What Are Foundation Models for Robotics?

Robotics Foundation Models — Definition
Large pre-trained neural networks that encode general-purpose visuomotor control — the ability to translate visual observations and language instructions into robot actions — trained on large, diverse datasets of robot trajectories, internet video, and language. Unlike traditional robot control which requires task-specific programming, foundation models enable generalisation: a model trained on thousands of manipulation tasks can attempt novel tasks it has never seen, guided by natural language instructions alone. They are the robotics equivalent of GPT — a general capability base that can be adapted, fine-tuned, and deployed for specific tasks.

Leading Robotics Foundation Models

ModelDeveloperArchitectureKey CapabilityAvailability
RT-2 (Robotic Transformer 2)Google DeepMindVLA on PaLM-E — language + vision + actionEmergent reasoning — "move the item that can be used as a drink"Research only — API via Google
OpenVLAStanford / Berkeley (open)7B VLA on Prismatic-7B vision encoderStrong generalisation; open-weight fine-tuningOpen-weight — Apache 2.0
π0 (pi zero)Physical IntelligenceFlow matching diffusion policy on VLMDexterous bimanual manipulation; fastest inferenceCommercial — API via Physical Intelligence
OctoBerkeley (open)Transformer — action chunkingVersatile, well-documented, easy to fine-tuneOpen-weight — Apache 2.0
Diffusion PolicyMIT / Columbia (open)Diffusion model for robot actionsState-of-the-art dexterous manipulationOpen-weight — MIT licence

What Is a Vision-Language-Action (VLA) Model?

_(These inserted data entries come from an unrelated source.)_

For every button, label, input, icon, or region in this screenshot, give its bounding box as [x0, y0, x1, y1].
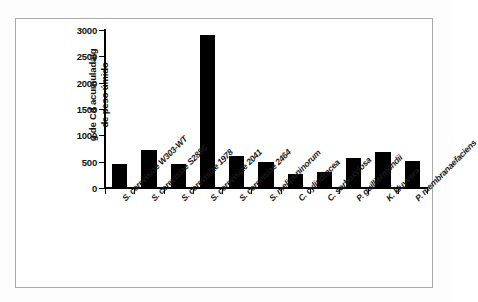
bar: [405, 161, 420, 188]
y-tick-label: 2000: [77, 77, 97, 88]
y-tick: [99, 162, 105, 163]
y-tick-label: 2500: [77, 51, 97, 62]
y-tick: [99, 109, 105, 110]
y-tick: [99, 56, 105, 57]
x-tick: [339, 189, 340, 194]
x-tick: [222, 189, 223, 194]
x-tick: [281, 189, 282, 194]
bar: [171, 164, 186, 188]
y-tick-label: 500: [82, 156, 97, 167]
y-tick-label: 0: [92, 183, 97, 194]
bar: [229, 156, 244, 188]
x-tick: [310, 189, 311, 194]
bar: [258, 162, 273, 188]
bar: [317, 172, 332, 188]
y-tick-label: 1000: [77, 130, 97, 141]
bar: [346, 158, 361, 188]
bar: [375, 152, 390, 188]
y-tick: [99, 135, 105, 136]
x-tick: [193, 189, 194, 194]
bar: [288, 174, 303, 188]
y-tick: [99, 83, 105, 84]
x-tick: [427, 189, 428, 194]
x-tick: [368, 189, 369, 194]
y-tick: [99, 30, 105, 31]
x-tick: [164, 189, 165, 194]
bar: [112, 164, 127, 188]
bar: [200, 35, 215, 188]
x-tick: [251, 189, 252, 194]
y-tick-label: 1500: [77, 104, 97, 115]
plot-area: 050010001500200025003000: [105, 30, 427, 188]
x-tick: [398, 189, 399, 194]
x-tick: [105, 189, 106, 194]
y-tick-label: 3000: [77, 25, 97, 36]
x-tick: [134, 189, 135, 194]
bar: [141, 150, 156, 188]
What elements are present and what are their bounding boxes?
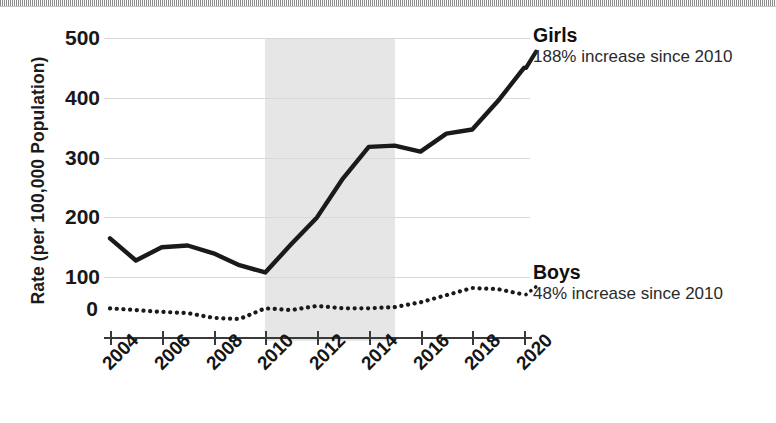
annotation-boys: Boys 48% increase since 2010 (533, 262, 723, 304)
chart-figure: Rate (per 100,000 Population) 1002003004… (0, 0, 776, 423)
annotation-boys-subtitle: 48% increase since 2010 (533, 284, 723, 304)
y-axis-tick-label: 400 (54, 87, 100, 108)
y-axis-tick-labels: 100200300400500 (40, 0, 100, 423)
plot-area (104, 30, 530, 341)
annotation-boys-title: Boys (533, 262, 723, 283)
y-axis-tick-label: 300 (54, 147, 100, 168)
annotation-girls-subtitle: 188% increase since 2010 (533, 47, 732, 67)
series-line-girls (110, 68, 524, 273)
series-line-boys (110, 288, 524, 319)
series-layer (104, 30, 530, 341)
y-axis-tick-label: 100 (54, 266, 100, 287)
y-axis-tick-label: 500 (54, 27, 100, 48)
y-axis-tick-label: 200 (54, 206, 100, 227)
annotation-girls-title: Girls (533, 25, 732, 46)
y-axis-tick-label-zero: 0 (66, 297, 98, 321)
annotation-girls: Girls 188% increase since 2010 (533, 25, 732, 67)
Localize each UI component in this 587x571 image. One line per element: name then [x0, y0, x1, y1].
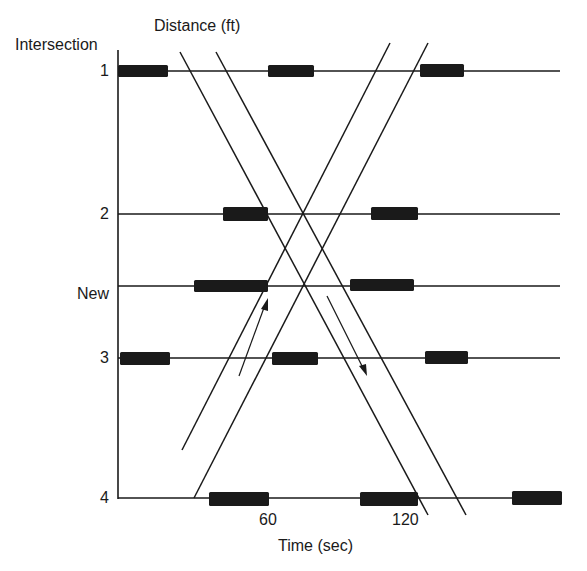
y-axis-title: Distance (ft): [154, 18, 240, 34]
red-phase-bars: [118, 64, 562, 506]
bar-1a: [118, 65, 168, 77]
x-tick-120: 120: [392, 512, 419, 528]
bar-3a: [120, 352, 170, 365]
row-label-new: New: [77, 286, 109, 302]
row-label-2: 2: [100, 206, 109, 222]
bar-1c: [420, 64, 464, 77]
up-band-line-2: [194, 43, 428, 498]
bar-4b: [360, 492, 418, 506]
bar-new-b: [350, 279, 414, 291]
row-label-3: 3: [100, 350, 109, 366]
bar-new-a: [194, 280, 268, 292]
bar-4a: [209, 492, 269, 506]
bar-2a: [223, 207, 268, 221]
y-group-label: Intersection: [15, 37, 98, 53]
bar-2b: [371, 207, 418, 220]
bar-3c: [425, 351, 468, 364]
row-label-4: 4: [100, 490, 109, 506]
row-label-1: 1: [100, 63, 109, 79]
bar-1b: [268, 65, 314, 77]
x-axis-title: Time (sec): [278, 538, 353, 554]
bar-4c: [512, 491, 562, 505]
up-band-line-1: [182, 43, 390, 450]
x-tick-60: 60: [259, 512, 277, 528]
bar-3b: [272, 352, 318, 365]
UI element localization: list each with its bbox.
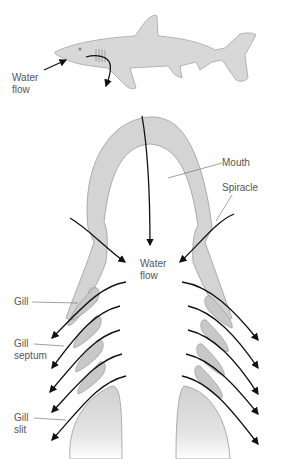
water-flow-line2: flow <box>140 270 166 282</box>
mouth-label: Mouth <box>222 157 250 169</box>
gill-septum-line2: septum <box>14 350 47 362</box>
water-flow-label: Water flow <box>140 258 166 282</box>
gill-slit-line1: Gill <box>14 412 28 424</box>
shark-water-flow-line1: Water <box>12 72 38 84</box>
shark-gill-diagram <box>0 0 295 459</box>
gill-septum-label: Gill septum <box>14 338 47 362</box>
left-lower-jaw <box>70 386 122 459</box>
gill-label: Gill <box>14 296 28 308</box>
gill-slit-label: Gill slit <box>14 412 28 436</box>
gill-septum-line1: Gill <box>14 338 47 350</box>
water-flow-line1: Water <box>140 258 166 270</box>
shark-illustration <box>44 15 256 89</box>
gill-slit-line2: slit <box>14 424 28 436</box>
shark-water-flow-label: Water flow <box>12 72 38 96</box>
spiracle-label: Spiracle <box>222 182 258 194</box>
shark-water-flow-line2: flow <box>12 84 38 96</box>
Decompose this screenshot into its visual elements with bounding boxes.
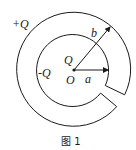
slit-wall-lower xyxy=(101,93,117,107)
center-point-label: O xyxy=(66,73,75,87)
concentric-shells-diagram: +Q b Q -Q O a 图 1 xyxy=(0,0,136,150)
center-charge-label: Q xyxy=(64,53,73,67)
outer-charge-label: +Q xyxy=(12,17,29,31)
outer-radius-label: b xyxy=(91,26,97,40)
inner-shell-charge-label: -Q xyxy=(38,66,51,80)
figure-caption: 图 1 xyxy=(61,136,81,147)
slit-wall-upper xyxy=(105,86,124,95)
inner-radius-label: a xyxy=(85,72,91,86)
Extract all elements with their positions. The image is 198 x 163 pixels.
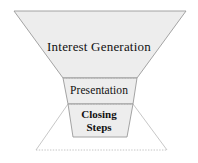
projection-right-edge bbox=[133, 104, 167, 150]
projection-left-edge bbox=[36, 104, 68, 150]
stage-shape-presentation bbox=[63, 78, 137, 104]
funnel-diagram: Interest Generation Presentation Closing… bbox=[0, 0, 198, 163]
stage-shape-interest-generation bbox=[14, 11, 186, 78]
funnel-graphic bbox=[0, 0, 198, 163]
stage-shape-closing-steps bbox=[68, 104, 133, 137]
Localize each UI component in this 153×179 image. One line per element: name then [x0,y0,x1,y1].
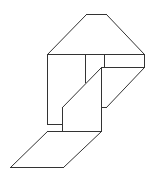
floor-left-slope [11,132,48,168]
roof-right-slope [107,15,145,55]
front-panel-slope [63,68,102,108]
shelf-right-slope [107,68,145,108]
geometric-line-figure [0,0,153,179]
roof-left-slope [48,15,87,55]
figure-segments [11,15,145,168]
floor-right-slope [64,132,102,168]
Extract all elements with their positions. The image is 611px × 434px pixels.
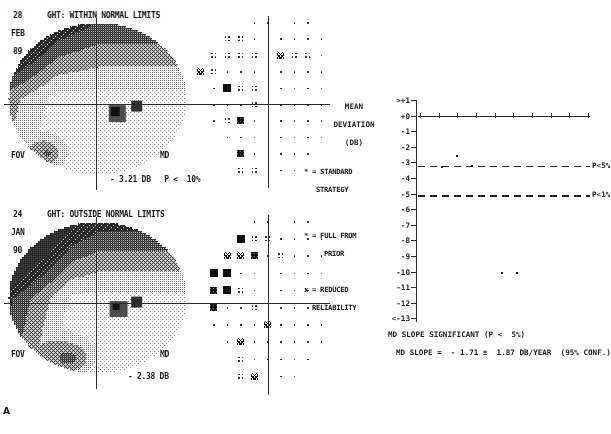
probability-cell <box>303 51 312 60</box>
probability-cell <box>263 337 272 346</box>
probability-symbol-dot <box>240 273 242 275</box>
chart-y-tick <box>411 287 416 288</box>
chart-y-tick-label: +0 <box>368 112 410 121</box>
probability-cell <box>236 133 245 142</box>
probability-cell <box>223 337 232 346</box>
probability-cell <box>263 18 272 27</box>
probability-symbol-quad <box>238 86 243 91</box>
probability-cell <box>276 51 285 60</box>
probability-cell <box>290 34 299 43</box>
probability-cell <box>236 51 245 60</box>
chart-y-tick <box>411 318 416 319</box>
probability-cell <box>209 84 218 93</box>
probability-cell <box>223 251 232 260</box>
probability-cell <box>250 337 259 346</box>
chart-y-tick-label: -3 <box>368 158 410 167</box>
probability-cell <box>263 251 272 260</box>
probability-cell <box>303 320 312 329</box>
probability-symbol-dot <box>294 376 296 378</box>
probability-cell <box>236 84 245 93</box>
chart-y-tick-label: >+1 <box>368 96 410 105</box>
probability-cell <box>209 320 218 329</box>
probability-symbol-quad <box>252 168 257 173</box>
probability-cell <box>276 320 285 329</box>
probability-symbol-dot <box>227 104 229 106</box>
probability-symbol-dot <box>240 71 242 73</box>
chart-y-tick-label: -4 <box>368 174 410 183</box>
report-top-md-label: MD <box>160 152 169 160</box>
probability-symbol-dot <box>294 341 296 343</box>
chart-baseline-tick <box>476 113 477 118</box>
chart-y-tick-label: -12 <box>368 299 410 308</box>
probability-symbol-dot <box>213 120 215 122</box>
chart-y-tick <box>411 209 416 210</box>
probability-symbol-dot <box>240 307 242 309</box>
probability-symbol-dot <box>227 137 229 139</box>
probability-cell <box>290 320 299 329</box>
probability-symbol-dot <box>267 255 269 257</box>
probability-symbol-dot <box>307 153 309 155</box>
chart-y-tick <box>411 116 416 117</box>
probability-symbol-dot <box>307 324 309 326</box>
chart-y-tick-label: -1 <box>368 127 410 136</box>
probability-symbol-dense <box>237 117 244 124</box>
probability-symbol-quad <box>265 236 270 241</box>
probability-symbol-dot <box>294 88 296 90</box>
probability-cell <box>317 84 326 93</box>
probability-symbol-quad <box>238 288 243 293</box>
probability-cell <box>236 355 245 364</box>
probability-symbol-dot <box>240 137 242 139</box>
chart-y-tick <box>411 131 416 132</box>
probability-symbol-solid <box>210 269 218 277</box>
probability-symbol-dot <box>307 38 309 40</box>
probability-symbol-hatch <box>237 338 244 345</box>
probability-cell <box>223 34 232 43</box>
probability-symbol-dot <box>294 22 296 24</box>
probability-cell <box>223 100 232 109</box>
chart-baseline-tick <box>532 113 533 118</box>
probability-cell <box>250 355 259 364</box>
probability-symbol-dot <box>280 324 282 326</box>
probability-symbol-dot <box>280 238 282 240</box>
probability-symbol-dot <box>321 55 323 57</box>
probability-cell <box>223 303 232 312</box>
probability-symbol-hatch <box>264 321 271 328</box>
chart-y-tick <box>411 303 416 304</box>
probability-symbol-dot <box>213 324 215 326</box>
chart-y-tick-label: -7 <box>368 221 410 230</box>
probability-symbol-dot <box>280 290 282 292</box>
probability-symbol-dot <box>321 71 323 73</box>
md-progression-chart: MEAN DEVIATION (DB) >+1+0-1-2-3-4-5-6-7-… <box>386 96 598 336</box>
probability-cell <box>317 320 326 329</box>
probability-cell <box>250 251 259 260</box>
figure-panel-label: A <box>3 406 10 416</box>
probability-cell <box>290 100 299 109</box>
probability-cell <box>303 116 312 125</box>
probability-cell <box>209 51 218 60</box>
probability-cell <box>276 269 285 278</box>
chart-reference-label-p5: P<5% <box>592 161 610 170</box>
probability-cell <box>250 217 259 226</box>
probability-symbol-solid <box>223 269 231 277</box>
probability-symbol-dot <box>254 137 256 139</box>
probability-cell <box>290 116 299 125</box>
probability-cell <box>263 217 272 226</box>
probability-symbol-dense <box>210 287 217 294</box>
chart-baseline-tick <box>439 113 440 118</box>
probability-cell <box>223 286 232 295</box>
probability-cell <box>209 67 218 76</box>
probability-cell <box>290 51 299 60</box>
probability-cell <box>209 100 218 109</box>
md-slope-significance: MD SLOPE SIGNIFICANT (P < 5%) <box>388 330 525 339</box>
probability-symbol-dot <box>294 104 296 106</box>
probability-symbol-solid <box>237 235 245 243</box>
probability-cell <box>276 234 285 243</box>
probability-cell <box>303 149 312 158</box>
probability-cell <box>223 269 232 278</box>
probability-symbol-dot <box>294 359 296 361</box>
probability-symbol-dot <box>254 290 256 292</box>
chart-baseline-tick <box>457 113 458 118</box>
probability-symbol-quad <box>292 53 297 58</box>
chart-y-tick <box>411 162 416 163</box>
probability-symbol-hatch <box>197 68 204 75</box>
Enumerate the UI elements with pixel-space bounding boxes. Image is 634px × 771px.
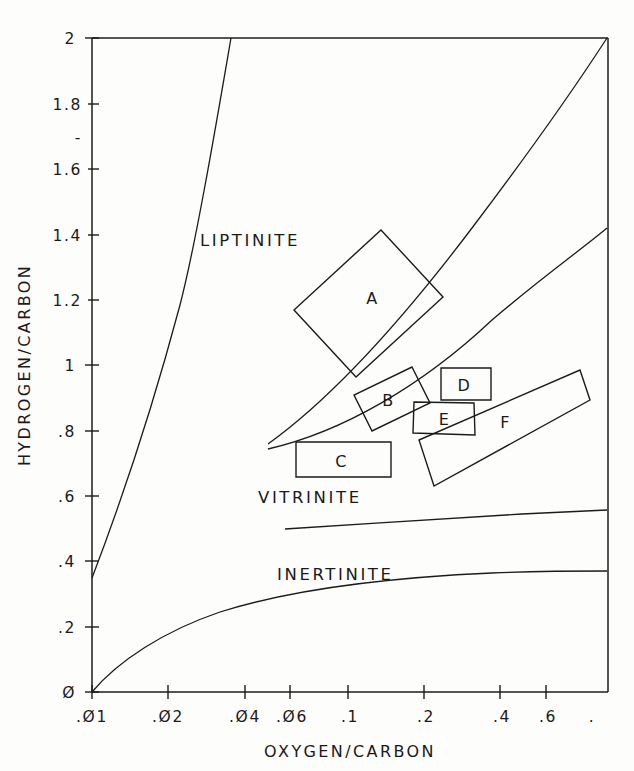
sample-region-a: A xyxy=(294,230,443,377)
region-label-e: E xyxy=(439,410,450,429)
liptinite-left-boundary-curve xyxy=(92,38,231,578)
y-tick-label: .4 xyxy=(58,553,76,571)
y-tick-label: 2 xyxy=(65,30,76,48)
axis-frame xyxy=(92,38,608,692)
region-label-b: B xyxy=(382,391,393,410)
region-label-f: F xyxy=(500,413,510,432)
y-tick-group: 1 xyxy=(65,357,99,375)
x-tick-label: .Ø6 xyxy=(276,708,308,726)
vitrinite-upper-boundary-curve xyxy=(268,228,607,449)
x-tick-label: .4 xyxy=(493,708,511,726)
x-tick-group: .Ø6 xyxy=(276,685,308,726)
x-axis-title: OXYGEN/CARBON xyxy=(264,742,436,761)
region-label-c: C xyxy=(335,452,347,471)
sample-region-d: D xyxy=(441,368,491,400)
vitrinite-field-label: VITRINITE xyxy=(258,488,362,507)
x-tick-label: .1 xyxy=(341,708,359,726)
x-tick-group: .4 xyxy=(493,685,511,726)
sample-region-c: C xyxy=(296,442,391,477)
x-tick-label: .Ø1 xyxy=(76,708,108,726)
y-tick-label: 1.6 xyxy=(53,161,82,179)
y-tick-label: .6 xyxy=(58,488,76,506)
liptinite-vitrinite-divider-curve xyxy=(268,38,607,444)
y-tick-label: - xyxy=(75,129,82,147)
y-tick-label: 1.2 xyxy=(53,292,82,310)
y-tick-label: 1 xyxy=(65,357,76,375)
y-tick-label: .2 xyxy=(58,619,76,637)
y-tick-group: .2 xyxy=(58,619,99,637)
x-tick-label: .2 xyxy=(417,708,435,726)
sample-region-b: B xyxy=(354,367,430,431)
region-label-a: A xyxy=(366,289,377,308)
y-tick-group: 2 xyxy=(65,30,99,48)
liptinite-field-label: LIPTINITE xyxy=(200,231,300,250)
inertinite-field-label: INERTINITE xyxy=(277,565,394,584)
x-tick-label: .6 xyxy=(539,708,557,726)
boundary-curves xyxy=(92,38,607,692)
y-tick-group: - xyxy=(75,129,82,147)
y-tick-label: .8 xyxy=(58,423,76,441)
y-tick-label: 1.4 xyxy=(53,227,82,245)
y-tick-group: .8 xyxy=(58,423,99,441)
x-tick-group: .1 xyxy=(341,685,359,726)
vitrinite-lower-boundary-curve xyxy=(285,510,607,529)
x-tick-label: .Ø4 xyxy=(229,708,261,726)
x-tick-group: .Ø4 xyxy=(229,685,261,726)
y-axis-title: HYDROGEN/CARBON xyxy=(15,264,34,466)
y-tick-group: .4 xyxy=(58,553,99,571)
inertinite-boundary-curve xyxy=(92,571,607,692)
y-tick-label: Ø xyxy=(62,684,76,702)
x-tick-group: .2 xyxy=(417,685,435,726)
y-tick-group: .6 xyxy=(58,488,99,506)
x-tick-label: .Ø2 xyxy=(152,708,184,726)
chart-canvas: Ø .2 .4 .6 .8 1 1.2 1.4 1.6 - 1.8 2 xyxy=(0,0,634,771)
y-tick-label: 1.8 xyxy=(53,96,82,114)
x-tick-group: . xyxy=(589,708,596,726)
maceral-field-labels: LIPTINITE VITRINITE INERTINITE xyxy=(200,231,394,584)
x-tick-label: . xyxy=(589,708,596,726)
region-label-d: D xyxy=(458,376,471,395)
van-krevelen-diagram: Ø .2 .4 .6 .8 1 1.2 1.4 1.6 - 1.8 2 xyxy=(0,0,634,771)
x-tick-group: .Ø2 xyxy=(152,685,184,726)
y-tick-group: Ø xyxy=(62,684,99,702)
x-tick-group: .6 xyxy=(539,685,557,726)
x-axis-ticks: .Ø1 .Ø2 .Ø4 .Ø6 .1 .2 .4 .6 . xyxy=(76,685,595,726)
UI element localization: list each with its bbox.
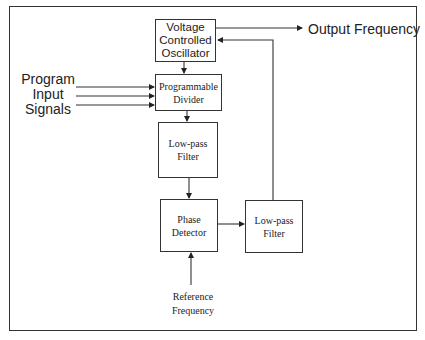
vco-label-line-3: Oscillator	[162, 47, 210, 60]
vco-block: Voltage Controlled Oscillator	[155, 19, 216, 62]
program-input-signals-label: Program Input Signals	[14, 72, 82, 117]
feedback-arrow	[218, 40, 273, 200]
lpf-right-label-line-1: Low-pass	[255, 214, 294, 227]
low-pass-filter-block-right: Low-pass Filter	[245, 200, 303, 253]
lpf-right-label-line-2: Filter	[263, 227, 285, 240]
pd-label-line-2: Detector	[172, 226, 206, 239]
reference-label-line-1: Reference	[158, 290, 228, 304]
pd-label-line-1: Phase	[177, 213, 200, 226]
program-label-line-2: Input	[14, 87, 82, 102]
reference-label-line-2: Frequency	[158, 304, 228, 318]
low-pass-filter-block-left: Low-pass Filter	[158, 122, 218, 178]
program-label-line-3: Signals	[14, 102, 82, 117]
divider-label-line-2: Divider	[173, 93, 204, 106]
reference-frequency-label: Reference Frequency	[158, 290, 228, 318]
vco-label-line-2: Controlled	[159, 34, 211, 47]
vco-label-line-1: Voltage	[166, 21, 204, 34]
programmable-divider-block: Programmable Divider	[155, 74, 222, 111]
output-frequency-label: Output Frequency	[308, 21, 420, 37]
program-label-line-1: Program	[14, 72, 82, 87]
lpf-left-label-line-2: Filter	[177, 150, 199, 163]
phase-detector-block: Phase Detector	[160, 199, 218, 252]
divider-label-line-1: Programmable	[159, 80, 218, 93]
lpf-left-label-line-1: Low-pass	[169, 137, 208, 150]
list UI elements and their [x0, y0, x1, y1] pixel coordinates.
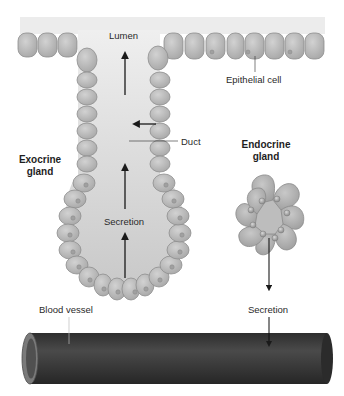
exocrine-gland-label-line1: Exocrine: [14, 154, 66, 166]
epithelial-cell-label: Epithelial cell: [226, 75, 281, 85]
exocrine-gland-label-line2: gland: [14, 166, 66, 178]
endocrine-gland-label: Endocrine gland: [236, 139, 296, 162]
lumen-label: Lumen: [109, 31, 138, 41]
endocrine-secretion-label: Secretion: [248, 305, 288, 315]
lumen-surface: [20, 17, 325, 34]
exocrine-gland-label: Exocrine gland: [14, 154, 66, 177]
blood-vessel-label: Blood vessel: [39, 305, 93, 315]
exocrine-secretion-label: Secretion: [104, 217, 144, 227]
endocrine-gland-label-line1: Endocrine: [236, 139, 296, 151]
duct-cells-left: [77, 48, 97, 172]
endocrine-gland-label-line2: gland: [236, 151, 296, 163]
epithelial-cells-top-right: [164, 33, 324, 59]
epithelial-cells-top-left: [18, 33, 77, 57]
duct-label: Duct: [181, 137, 201, 147]
endocrine-gland: [236, 175, 304, 255]
gland-diagram: [0, 0, 344, 396]
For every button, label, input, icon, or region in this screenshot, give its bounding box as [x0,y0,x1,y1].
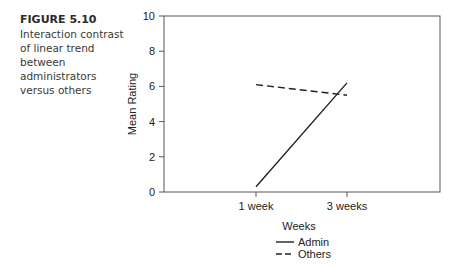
series-line-admin [256,83,347,187]
line-chart: 02468101 week3 weeksWeeksMean RatingAdmi… [0,0,463,266]
x-tick-label: 1 week [239,200,274,212]
y-tick-label: 0 [149,186,155,198]
plot-frame [164,16,440,192]
y-tick-label: 8 [149,45,155,57]
series-line-others [256,85,347,96]
x-tick-label: 3 weeks [327,200,368,212]
y-tick-label: 4 [149,116,155,128]
legend-label-others: Others [298,248,332,260]
y-tick-label: 6 [149,80,155,92]
y-tick-label: 2 [149,151,155,163]
y-tick-label: 10 [143,10,155,22]
y-axis-title: Mean Rating [126,73,138,135]
legend-label-admin: Admin [298,236,329,248]
x-axis-title: Weeks [282,220,316,232]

A VLA model combines a vision encoder (processes camera images), a language model (processes text instructions), and an action head (outputs robot motor commands) into a single end-to-end trained network. The key capability VLAs unlock is semantic generalisation: the robot can interpret "pick up the blue cup" or "put the item that doesn't belong with the others into the bin" — because the language model contributes semantic understanding that task-specific policies lack.

62%
Success rate of RT-2 on never-before-seen tasks described in natural language — compared to near-zero for traditional task-specific policies on out-of-distribution tasks
7B
Parameters in OpenVLA — the current open-weight standard for robotics foundation models, running on a single NVIDIA A100 GPU at 6Hz inference frequency for real-time control
30Hz
Control frequency achievable with π0 (pi zero) using flow matching — fast enough for dexterous bimanual manipulation tasks that require sub-50ms action latency

Fine-Tuning for Enterprise Deployment

Pre-trained robotics foundation models generalise broadly but are not production-ready for specific enterprise tasks without fine-tuning. The same LoRA and QLoRA techniques used for language model fine-tuning apply: collect 100–500 demonstrations of your specific task, fine-tune the policy head (and optionally the vision encoder) on task-specific data, and evaluate on held-out demonstrations.

📦 Data Collection
  • Teleoperation demonstrations — human operator performs the task while recording all sensor data
  • 100–500 demonstrations typically sufficient for task-specific fine-tuning
  • LEROBOT (Hugging Face) provides teleoperation infrastructure and dataset format
🔧 Fine-Tuning Stack
  • OpenVLA fine-tuning: standard LoRA on action head + language adapter layers
  • Hardware: single A100 80GB for OpenVLA fine-tuning, 8–16 hours per task
  • Octo: simpler architecture, faster fine-tuning — good starting point for new teams
🏭 Enterprise Deployment
  • Deploy on NVIDIA Jetson AGX Orin or A100 workstation depending on robot form factor
  • Quantise to INT4 for edge deployment if latency budget allows 10% quality trade-off
  • Wrap in ROS 2 node for integration with existing planning and safety infrastructure
✅ Best Use Cases 2026
  • Bin picking with novel objects — foundation models generalise to new SKUs
  • Natural language robot instruction in collaborative robot cells
  • Multi-step assembly tasks requiring semantic understanding of components
Implementing Robotics Foundation Models?

Our machine learning development and software development teams design and deploy robotics foundation model programmes — from teleoperation data collection through fine-tuning pipelines to ROS 2 production integration. Book a free advisory session to scope your foundation model robotics programme.